There’s a wider issue of corporate governance here. Green is a tough and ruthless businessman, now based in low-tax Monaco. Most of his £3bn is based on his shrewd purchase of BHS in 2000. He failed to save it, taking more out than he put in, but it was the key to his later success with the Arcadia group – Topshop and the rest – along with clever financial engineering of real estate.

BHS paid Phil and Tina a lot of rent (£11m a year) on its 164 stores. Crafty or what! It’s the same story we heard when the Southern Cross care homes group collapsed in 2011. It had been financially re-engineered after being sold to Blackstone, the US private equity crowd. The homes were sold as a property business, then leased back at high rents by the care business. Together with falling local authority fees for elderly patients – that’s austerity for you – it bust the model.

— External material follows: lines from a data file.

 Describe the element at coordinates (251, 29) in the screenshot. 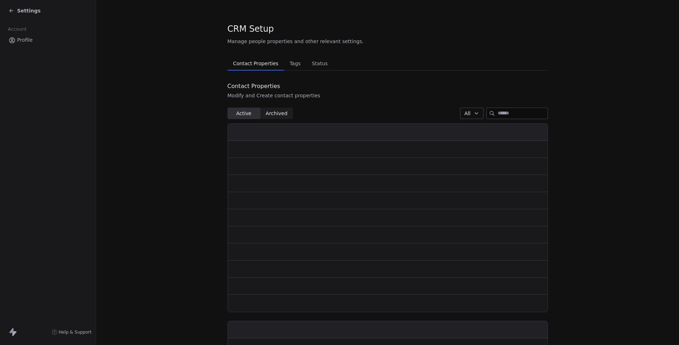

I see `span: CRM Setup` at that location.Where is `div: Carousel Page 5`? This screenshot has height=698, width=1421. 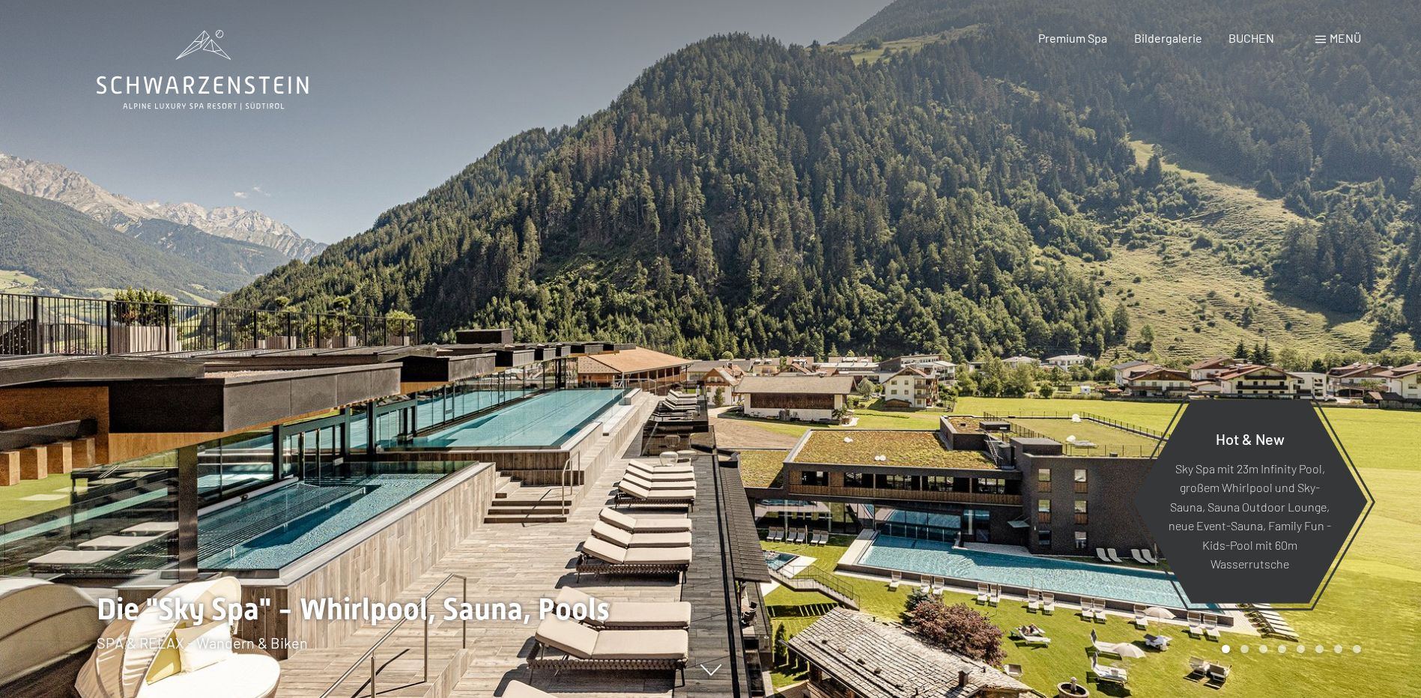 div: Carousel Page 5 is located at coordinates (1300, 648).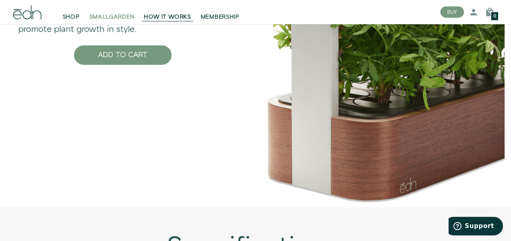 The height and width of the screenshot is (241, 511). What do you see at coordinates (494, 16) in the screenshot?
I see `span: 0` at bounding box center [494, 16].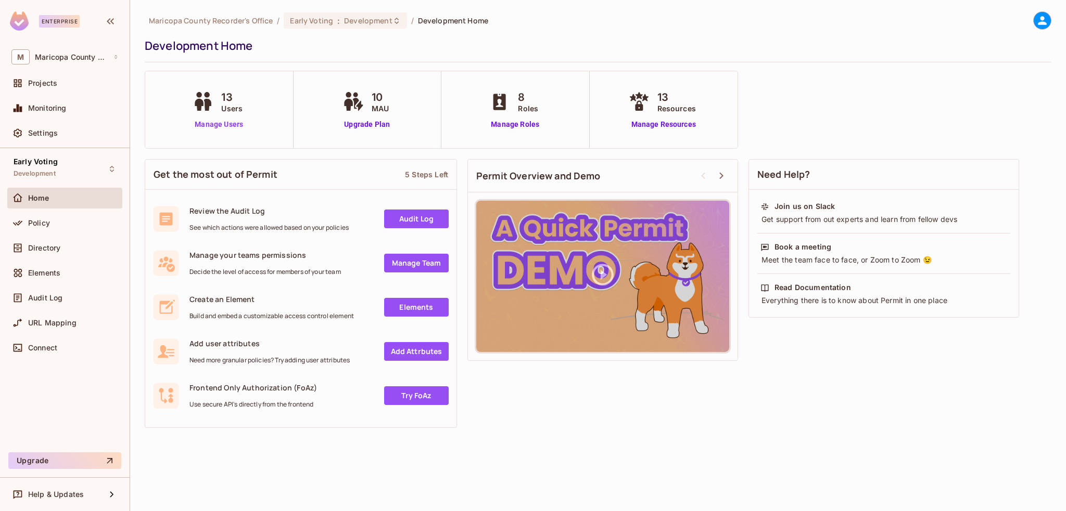 The width and height of the screenshot is (1066, 511). What do you see at coordinates (265, 272) in the screenshot?
I see `span: Decide the level of access for members of your team` at bounding box center [265, 272].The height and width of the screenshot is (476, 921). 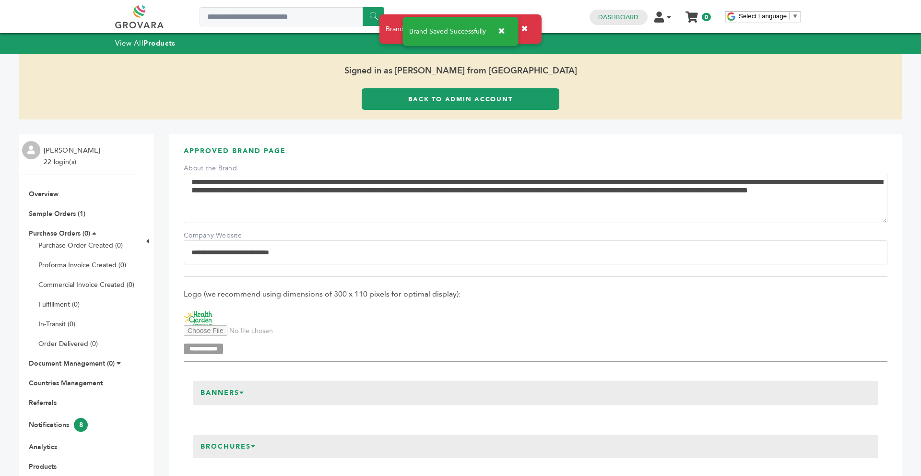 What do you see at coordinates (217, 168) in the screenshot?
I see `label: About the Brand` at bounding box center [217, 168]. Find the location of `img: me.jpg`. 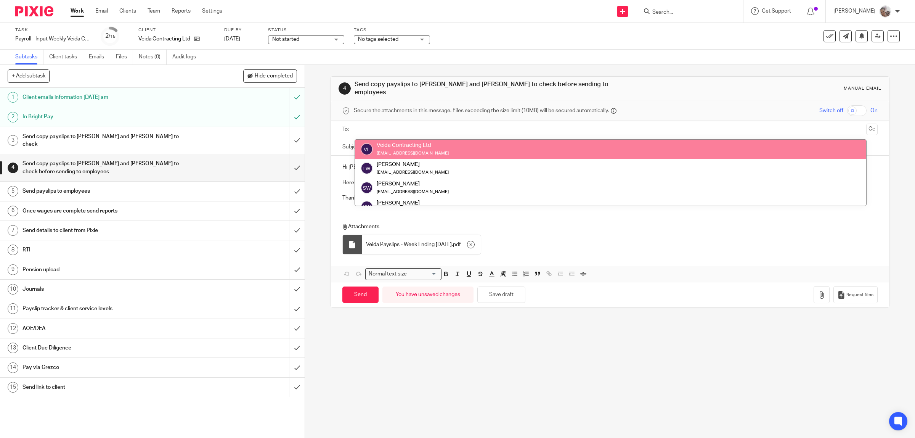

img: me.jpg is located at coordinates (886, 11).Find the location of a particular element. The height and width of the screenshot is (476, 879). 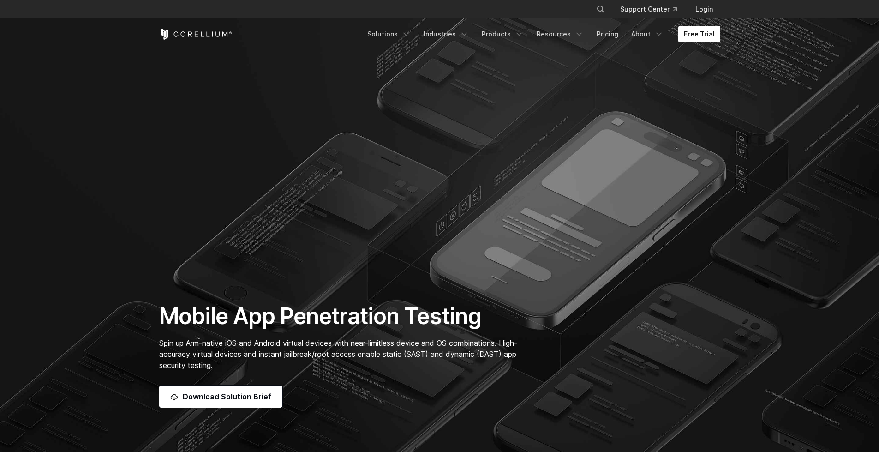

span: Spin up Arm-native iOS and Android virtual devices with near-limitless device and OS combinations... is located at coordinates (338, 354). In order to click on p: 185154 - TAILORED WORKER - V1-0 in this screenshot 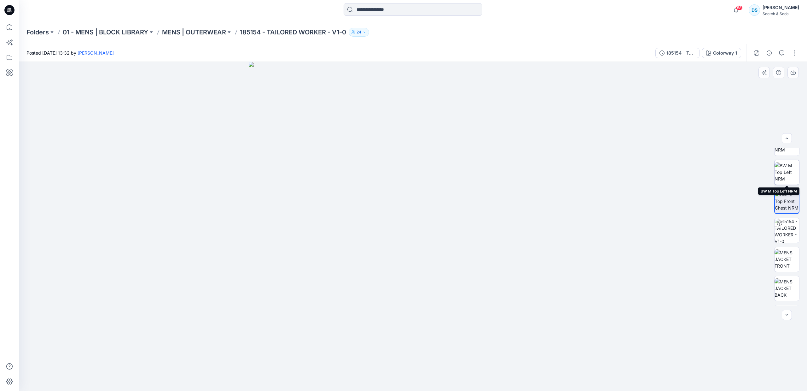, I will do `click(293, 32)`.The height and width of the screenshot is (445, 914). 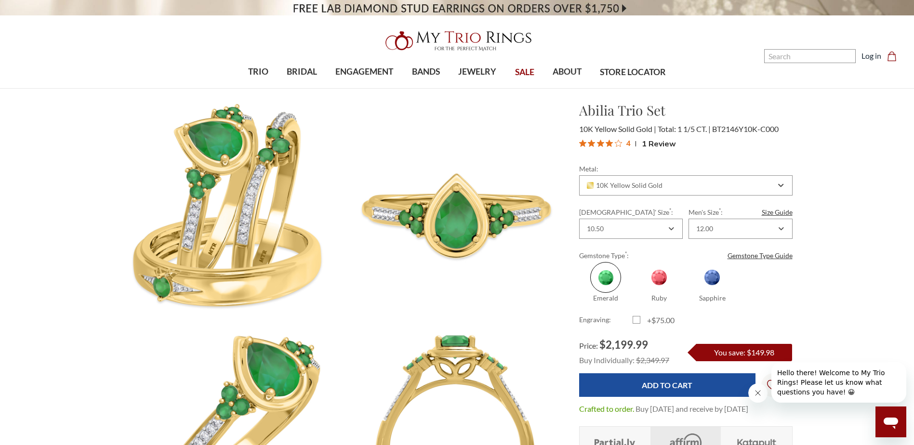 I want to click on button: Rated 4 out of 5 stars from 1 reviews. Jump to reviews., so click(x=627, y=144).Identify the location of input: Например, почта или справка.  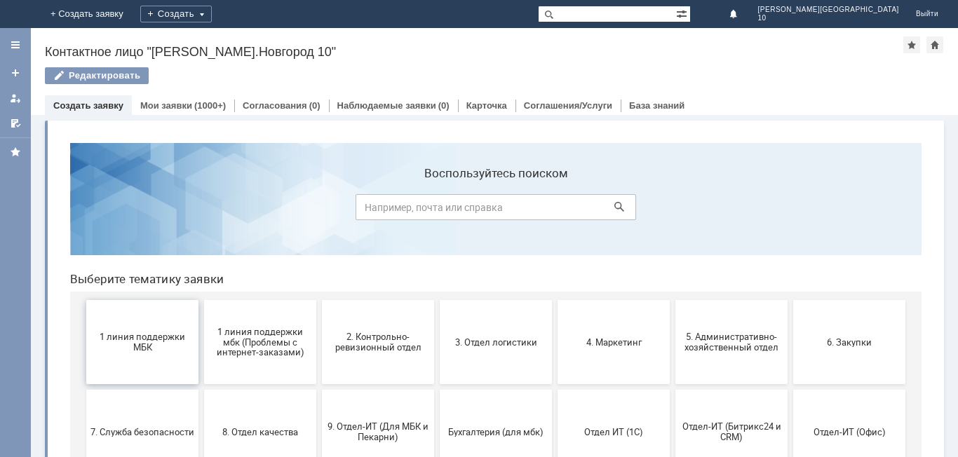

The scandal at Boots exposed this month by the Guardian is quite different, but the idea is the same. Sweat the assets while loading the core business with debt, so you can move on and do it again.

It’s the task of governments everywhere to hold the line, to see such activities are robustly regulated, their entrepreneurs honoured when they do well by society as well as themselves, jailed if they commit fraud, condemned when their legal manoeuvres are transparently immoral as some of King Phil’s have been – despite protests of injured innocence.

Alas, Blair gave him the knighthood he wanted for “services to the retail industry”. And David Cameron? After King Phil repaid Labour for its obsequiousness by publicly backing the Tories in 2010, the new PM asked him to review government spending and procurement. Phil reported back that there’s a lot of waste. Angels wept.